Judge rejects request to dismiss 18-year-old, $25 million N.W.T. government lawsuit

It's been 18 years since the government of the Northwest Territories laid its $13 million claim against what was then a Yellowknife engineering and architecture firm, but the case may finally be heard.

This is after an N.W.T. Supreme Court judge unambiguously rejected a request by the defendants to have the case dismissed based on how long it's taken to come to trial.

Accumulated interest on the claim has almost doubled the stakes. As of January, with interest charges the claim had grown to almost $25 million.

The territorial government is suing Ferguson Simek Clark Engineers and Architects (FSC) for damages and interest following a fire in 1997 that completely destroyed a school under renovation in Pangnirtung, Nunavut, when the hamlet was a part of the N.W.T.

Lawsuit filed in 1999

Among allegations made in the government's 1999 statement of claim, FSC, and its agents, are accused of failing to install adequate fire protection in the school as part of contracted renovations.

The N.W.T. fire marshal's 1998 report on the fire — conducted by an independent fire investigator — described a fire of suspicious origin that quickly spread throughout, and entirely consumed, the school, which was designed to accommodate about 400 students.

Among the most significant contributing factors identified by the report in the loss of the school were: a sprinkler system that either failed to function or was entirely ineffective and which "failed to conform to several critical design requirements" of the building code and fire regulations; building materials that did not meet the intent of building code requirements related to combustibility; and an ill-equipped and under-trained volunteer fire department unable to deliver the kind of basic fire prevention presumed by building codes.

The fact that non-compliant fire suppression design and installation issues were not identified by the N.W.T. Office of the Fire Marshal as part of its regular duties was also cited as a contributing factor to the loss of the school in the fire.

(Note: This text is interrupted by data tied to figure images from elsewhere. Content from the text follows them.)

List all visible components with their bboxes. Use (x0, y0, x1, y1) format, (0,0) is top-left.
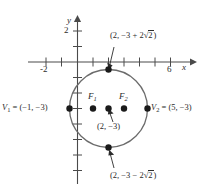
focus-2-dot (121, 105, 127, 111)
focus-2-subscript: 2 (125, 95, 128, 102)
y-axis (73, 15, 82, 184)
focus-1-subscript: 1 (94, 95, 97, 102)
focus-1-dot (90, 105, 96, 111)
vertex-2-value: = (5, −3) (159, 102, 191, 112)
y-tick-label-2: 2 (64, 26, 69, 35)
x-tick-label-6: 6 (167, 65, 172, 74)
bottom-point-label-prefix: (2, −3 − 2 (110, 170, 144, 180)
vertex-2-subscript: 2 (156, 106, 159, 113)
focus-2-label: F2 (119, 92, 128, 101)
focus-2-letter: F (119, 91, 125, 101)
vertex-2-dot (144, 105, 150, 111)
focus-1-label: F1 (88, 92, 97, 101)
focus-1-letter: F (88, 91, 94, 101)
vertex-1-subscript: 1 (7, 106, 10, 113)
circle-coordinate-figure: y 2 x -2 6 (2, −3 + 2√2) (2, −3 − 2√2) (… (0, 0, 213, 191)
vertex-2-label: V2 = (5, −3) (151, 103, 192, 112)
bottom-point-label-suffix: ) (154, 170, 157, 180)
x-axis-label: x (182, 63, 186, 72)
center-point-label: (2, −3) (97, 122, 120, 131)
y-axis-label: y (67, 16, 71, 25)
center-point-dot (105, 105, 111, 111)
top-point-label: (2, −3 + 2√2) (110, 30, 156, 40)
bottom-point-label: (2, −3 − 2√2) (110, 170, 156, 180)
vertex-1-value: = (−1, −3) (10, 102, 47, 112)
top-point-label-prefix: (2, −3 + 2 (110, 30, 144, 40)
bottom-point-dot (105, 144, 111, 150)
figure-canvas (0, 0, 213, 191)
top-point-dot (105, 66, 111, 72)
vertex-1-dot (66, 105, 72, 111)
x-tick-label-neg2: -2 (40, 65, 48, 74)
vertex-1-label: V1 = (−1, −3) (2, 103, 48, 112)
top-point-label-suffix: ) (154, 30, 157, 40)
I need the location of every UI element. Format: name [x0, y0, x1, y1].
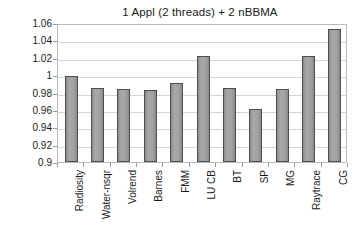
x-axis-tick-label: BT	[232, 170, 243, 235]
y-axis-tick-label: 0.92	[6, 141, 52, 151]
y-axis-tick-label: 0.94	[6, 123, 52, 133]
x-axis: RadiosityWater-nsqrVolrendBarnesFMMLU CB…	[57, 163, 347, 235]
chart-title: 1 Appl (2 threads) + 2 nBBMA	[55, 5, 345, 19]
x-axis-tick-mark	[162, 163, 163, 167]
bar	[302, 56, 315, 162]
x-axis-tick-mark	[57, 163, 58, 167]
x-axis-tick-mark	[189, 163, 190, 167]
y-axis-tick-label: 0.98	[6, 89, 52, 99]
x-axis-tick-mark	[268, 163, 269, 167]
x-axis-tick-label: SP	[259, 170, 270, 235]
x-axis-tick-label: Raytrace	[311, 170, 322, 235]
bar	[197, 56, 210, 162]
x-axis-tick-mark	[83, 163, 84, 167]
gridline	[58, 42, 346, 43]
x-axis-tick-mark	[110, 163, 111, 167]
bar	[276, 89, 289, 162]
x-axis-tick-label: LU CB	[206, 170, 217, 235]
x-axis-tick-label: Barnes	[153, 170, 164, 235]
y-axis-tick-label: 1.06	[6, 19, 52, 29]
x-axis-tick-label: Water-nsqr	[101, 170, 112, 235]
x-axis-tick-label: Volrend	[127, 170, 138, 235]
x-axis-tick-mark	[294, 163, 295, 167]
x-axis-tick-label: Radiosity	[74, 170, 85, 235]
bar	[328, 29, 341, 162]
y-axis-tick-label: 1	[6, 71, 52, 81]
y-axis-tick-label: 1.02	[6, 54, 52, 64]
bar	[91, 88, 104, 162]
bar	[65, 76, 78, 162]
x-axis-tick-mark	[242, 163, 243, 167]
x-axis-tick-label: MG	[285, 170, 296, 235]
bar	[223, 88, 236, 162]
x-axis-tick-label: FMM	[180, 170, 191, 235]
y-axis-tick-label: 0.9	[6, 158, 52, 168]
x-axis-tick-mark	[321, 163, 322, 167]
bar	[144, 90, 157, 162]
y-axis-tick-label: 0.96	[6, 106, 52, 116]
x-axis-tick-mark	[215, 163, 216, 167]
y-axis-tick-label: 1.04	[6, 36, 52, 46]
bar	[170, 83, 183, 162]
bar	[117, 89, 130, 162]
plot-area	[57, 24, 347, 163]
x-axis-tick-mark	[347, 163, 348, 167]
bar-chart: 1 Appl (2 threads) + 2 nBBMA Slowdown 1.…	[0, 0, 363, 235]
x-axis-tick-mark	[136, 163, 137, 167]
bar	[249, 109, 262, 162]
x-axis-tick-label: CG	[338, 170, 349, 235]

Case dismissed? Not so fast says judge

Earlier this year, FSC's lawyers tried to have the cased dismissed, saying it has taken too long to get to trial.

But in a memorandum of judgment published on Aug. 16, Supreme Court Justice Louise Charbonneau categorically dismissed the request saying FSC only has itself to blame for the delays.

The judge wrote that it wasn't enough for FSC to point to the length of time it's taken for the case to come to trial, as if that in itself was the sole factor. Instead, FSC would have had to establish the government caused the delay.

But the complete opposite appears to be the case. In her eight-page judgment, Charbonneau made quick work of FSC's arguments for dismissal. She described FSC's handling of the proceedings to date as the primary cause of any delays.

"Courts do not usually allow a party who causes a delay to later use that delay as a weapon against the other party," she wrote in her decision.

The case is scheduled to go to trial on Nov. 6 in Yellowknife. Three weeks of courtroom time have been set aside for it.

In 2011, FSC was acquired by Stantec, a major design and engineering firm with an office in Yellowknife. No Stantec representatives were immediately available for comment on the case.